Comedy

Slow Ride…take it easy…ah yes. Foghat. Dazed and Confused is Richard Linklater’s love letter to teenage nostalgia. And it shows up on DVD in a “flashback edition”. The film is also a love letter to the 70’s and contains a bitchin’ soundtrack. In the same vein, Dazed is like Fast Times and Ridgemont High, American Graffiti, and Almost Famous. Linklater’s approach is different. Like his previous film Slacker, Linklater is interested in the composite effect. There’s no ON... character to follow (maybe Mitch). It’s a collective work where the pieces add up to a whole. And it’s a wonderful whole.

The structure of the film is loose, and we follow the events of one day and night “in the life” of various characters. The end of school party climaxes the film. Some soon to be movie stars pop up too. Ben Affleck plays the paddle wielding baddie O’Bannion, Matthew McConaughey plays Wooderson (with his famous speech about high school girls), and Parker Posey shows her genuine talents as the “air raid” obsessed Darla Marks. But the other actors in film are just as authentic in their roles. Not a false note is heard throughout the movie.

Okay. I admit it. I’m guilty. I’m probably one of the few people on the planet Earth who has never seen Fast Times at Ridgemont High. Not because I’m an art film snob or anything (which I’m not…usually). I just never got around to it. I heard all the hype, heard a lot of the famous lines. But I’ve never actually seen the movie. Until now.

The Special Edition of Fast Times is now available and it’s worth picking up. For all the rest of the planet that has seen it, the movie takes plac... over one school year and revolves around characters that I’m sure you all know. There’s Spicoli, Brad, Stacey, Rat, Mike Damone, Linda, and Mr. Hand. And the, then, unknown cast is now extremely famous, Sean Penn, Jennifer Jason Leigh, Phoebe Cates, and (even in smaller roles) Anthony Edwards, Eric Stoltz, and Nicholas Cage.

Synopsis

Kate Hudson is the golden girl at a modelling agency, scouting out talent and being very much the apple of ruthless boss Helen Mirren’s eye. She enjoys her cosmopolitan Manhattan lifestyle to the fullest, and then everything goes to smash. Her elder sister is killed in a car accident, leaving the care of her young’uns not to middle sister Joan Cusack (humourless and annoying) but to Hudson, who is promptly fired by Mirren and forced to move to Queens and work at a car dealership. Fortunately... sexy Lutheran minister John Corbett is nearby to provide the romance.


--- ABOUT THIS TASK ---
Copy out each line below in which the string "Forecast" appears.

--- INFORMATION SUPPLIED ---
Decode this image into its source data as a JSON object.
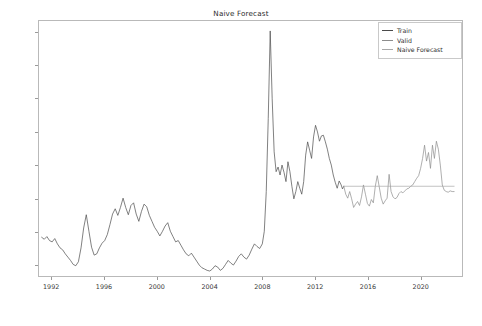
{
  "chart_data": {
    "type": "line",
    "title": "Naive Forecast",
    "xlabel": "",
    "ylabel": "",
    "xlim": [
      1991.0,
      1992.6
    ],
    "ylim": [
      165,
      935
    ],
    "grid": false,
    "legend_position": "upper right",
    "xticks": [
      "1992",
      "1996",
      "2000",
      "2004",
      "2008",
      "2012",
      "2016",
      "2020"
    ],
    "xtick_values": [
      1992,
      1996,
      2000,
      2004,
      2008,
      2012,
      2016,
      2020
    ],
    "yticks": [
      "200",
      "300",
      "400",
      "500",
      "600",
      "700",
      "800",
      "900"
    ],
    "ytick_values": [
      200,
      300,
      400,
      500,
      600,
      700,
      800,
      900
    ],
    "x_axis_range": [
      1991.0,
      2023.2
    ],
    "y_axis_range": [
      165,
      935
    ],
    "series": [
      {
        "name": "Train",
        "color": "#4a4a4a",
        "x": [
          1991.2,
          1991.4,
          1991.6,
          1991.8,
          1992.0,
          1992.2,
          1992.4,
          1992.6,
          1992.8,
          1993.0,
          1993.2,
          1993.4,
          1993.6,
          1993.8,
          1994.0,
          1994.2,
          1994.4,
          1994.6,
          1994.8,
          1995.0,
          1995.2,
          1995.4,
          1995.6,
          1995.8,
          1996.0,
          1996.2,
          1996.4,
          1996.6,
          1996.8,
          1997.0,
          1997.2,
          1997.4,
          1997.6,
          1997.8,
          1998.0,
          1998.2,
          1998.4,
          1998.6,
          1998.8,
          1999.0,
          1999.2,
          1999.4,
          1999.6,
          1999.8,
          2000.0,
          2000.2,
          2000.4,
          2000.6,
          2000.8,
          2001.0,
          2001.2,
          2001.4,
          2001.6,
          2001.8,
          2002.0,
          2002.2,
          2002.4,
          2002.6,
          2002.8,
          2003.0,
          2003.2,
          2003.4,
          2003.6,
          2003.8,
          2004.0,
          2004.2,
          2004.4,
          2004.6,
          2004.8,
          2005.0,
          2005.2,
          2005.4,
          2005.6,
          2005.8,
          2006.0,
          2006.2,
          2006.4,
          2006.6,
          2006.8,
          2007.0,
          2007.2,
          2007.4,
          2007.6,
          2007.8,
          2008.0,
          2008.15,
          2008.3,
          2008.45,
          2008.6,
          2008.75,
          2008.9,
          2009.05,
          2009.2,
          2009.35,
          2009.5,
          2009.65,
          2009.8,
          2009.95,
          2010.1,
          2010.25,
          2010.4,
          2010.55,
          2010.7,
          2010.85,
          2011.0,
          2011.15,
          2011.3,
          2011.45,
          2011.6,
          2011.75,
          2011.9,
          2012.05,
          2012.2,
          2012.35,
          2012.5,
          2012.65,
          2012.8,
          2012.95,
          2013.1,
          2013.25,
          2013.4,
          2013.55,
          2013.7,
          2013.85,
          2014.0,
          2014.1,
          2014.2
        ],
        "y": [
          282,
          276,
          284,
          272,
          268,
          278,
          262,
          250,
          244,
          232,
          222,
          212,
          200,
          196,
          208,
          250,
          310,
          350,
          300,
          252,
          228,
          232,
          250,
          264,
          272,
          290,
          320,
          352,
          368,
          348,
          372,
          400,
          372,
          350,
          378,
          386,
          352,
          330,
          360,
          382,
          374,
          348,
          330,
          312,
          300,
          286,
          300,
          316,
          326,
          300,
          284,
          268,
          272,
          258,
          244,
          232,
          226,
          234,
          222,
          210,
          198,
          190,
          186,
          182,
          180,
          186,
          196,
          192,
          182,
          188,
          200,
          212,
          204,
          198,
          210,
          224,
          232,
          222,
          216,
          228,
          246,
          262,
          254,
          248,
          262,
          300,
          420,
          640,
          905,
          700,
          540,
          480,
          494,
          470,
          500,
          478,
          450,
          510,
          480,
          436,
          398,
          420,
          450,
          430,
          412,
          450,
          530,
          570,
          545,
          520,
          585,
          620,
          600,
          572,
          588,
          590,
          570,
          548,
          520,
          500,
          470,
          448,
          430,
          452,
          440,
          428,
          436
        ]
      },
      {
        "name": "Valid",
        "color": "#8c8c8c",
        "x": [
          2014.2,
          2014.35,
          2014.5,
          2014.65,
          2014.8,
          2014.95,
          2015.1,
          2015.25,
          2015.4,
          2015.55,
          2015.7,
          2015.85,
          2016.0,
          2016.15,
          2016.3,
          2016.45,
          2016.6,
          2016.75,
          2016.9,
          2017.05,
          2017.2,
          2017.35,
          2017.5,
          2017.65,
          2017.8,
          2017.95,
          2018.1,
          2018.25,
          2018.4,
          2018.55,
          2018.7,
          2018.85,
          2019.0,
          2019.15,
          2019.3,
          2019.45,
          2019.6,
          2019.75,
          2019.9,
          2020.05,
          2020.2,
          2020.35,
          2020.5,
          2020.65,
          2020.8,
          2020.95,
          2021.1,
          2021.25,
          2021.4,
          2021.55,
          2021.7,
          2021.85,
          2022.0,
          2022.15,
          2022.3,
          2022.45,
          2022.6
        ],
        "y": [
          436,
          412,
          400,
          420,
          398,
          372,
          382,
          390,
          378,
          404,
          440,
          412,
          384,
          376,
          396,
          386,
          436,
          468,
          434,
          400,
          382,
          392,
          400,
          472,
          420,
          404,
          398,
          402,
          414,
          420,
          416,
          422,
          428,
          430,
          436,
          440,
          450,
          460,
          468,
          490,
          520,
          560,
          512,
          538,
          490,
          560,
          520,
          572,
          548,
          500,
          440,
          424,
          420,
          418,
          422,
          420,
          420
        ]
      },
      {
        "name": "Naive Forecast",
        "color": "#a8a8a8",
        "x": [
          2014.2,
          2022.6
        ],
        "y": [
          436,
          436
        ],
        "note": "flat line held at last training value"
      }
    ]
  },
  "legend": {
    "entries": [
      {
        "label": "Train",
        "color": "#4a4a4a"
      },
      {
        "label": "Valid",
        "color": "#8c8c8c"
      },
      {
        "label": "Naive Forecast",
        "color": "#a8a8a8"
      }
    ]
  }
}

--- RESPONSE FOR THIS EXERCISE ---
    "title": "Naive Forecast",
        "name": "Naive Forecast",
        "label": "Naive Forecast",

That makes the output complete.